Here is my review of Kristin Sanders’ “Cuntry” (Trembling Pillow Press, 2017) up at Agape Editions. Everyone should read this book.
Sanders’ speaker delivers the guts, the skin, the heartbreak, the intimacy into our collective conscious…Sanders taps into an immense loneliness of our culture, of our women who are still silenced, who are still ‘cuntry objects.’ We have the right to embrace the ugliness, the complexity, the messiness, the arousal of our woman-ness. It is fair. It is time. Sanders tells us to ‘redo the parts where your desire was left out.’

I’m really honored to have a poem from a new project that I am working on in the last issue of Inter/rupture along with some amazing writers that I really admire (Christopher Citro, Mary Biddinger, Noah Flack, Adam Tedesco to name a few.) You can read my poem “3rd female citizen from sunshine nation faces off with #1 light sucking demon,” at the link below.
I answer Rob McLennan’s interview questions in his “12 or 20” series.

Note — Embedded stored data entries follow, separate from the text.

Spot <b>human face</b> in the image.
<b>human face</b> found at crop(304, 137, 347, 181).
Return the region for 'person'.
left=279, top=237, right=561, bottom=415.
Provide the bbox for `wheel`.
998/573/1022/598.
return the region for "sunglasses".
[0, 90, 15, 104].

You can check it out at the link below. Show some love to Canada! Lol.
Here is my poem “Naming Names” up at Cleaver. And you can hear me read it too. :) Thwak. Thwak.

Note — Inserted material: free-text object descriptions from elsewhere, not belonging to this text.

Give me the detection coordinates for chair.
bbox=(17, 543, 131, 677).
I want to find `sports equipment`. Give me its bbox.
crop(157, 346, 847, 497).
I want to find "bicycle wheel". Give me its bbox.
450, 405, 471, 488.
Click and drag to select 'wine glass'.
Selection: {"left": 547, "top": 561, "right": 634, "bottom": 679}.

Thank you to Volume 1 Brooklyn for naming my book “The Messenger is Already Dead” one of their fave books of 2017! xo.

I have three poems up at Nice Cage today (the “Police Me” issue.) Thanks so much to the editors!
Thanks Tom Holmes at Re Dactions for nominating one of my ROBOT poems for a Pushcart Prize! I’m so grateful.
My ROBOT chapbook can be purchased from The Birds We Piled Loosely Press here, for $10. Or you can contact me for a signed copy. 🙂 :
I’m totally thankful to these journals and the tireless editors who create them all year long: I recently got poems accepted at Drunk Monkeys, Quiddity, The Pinch, and Nice Cage.
Here is my review of Jenny Sadre-Orafai’s Malak (Platypus Press, 2017) up at Agape Editions today.
via Open Your Mouth, Carry It to the Next Place: A Review of Jenny Sadre-Orafai’s “Malak”
“A sleeper bag hung, waiting for it to return. I thought
at least the fox has its own room, and its own eyes.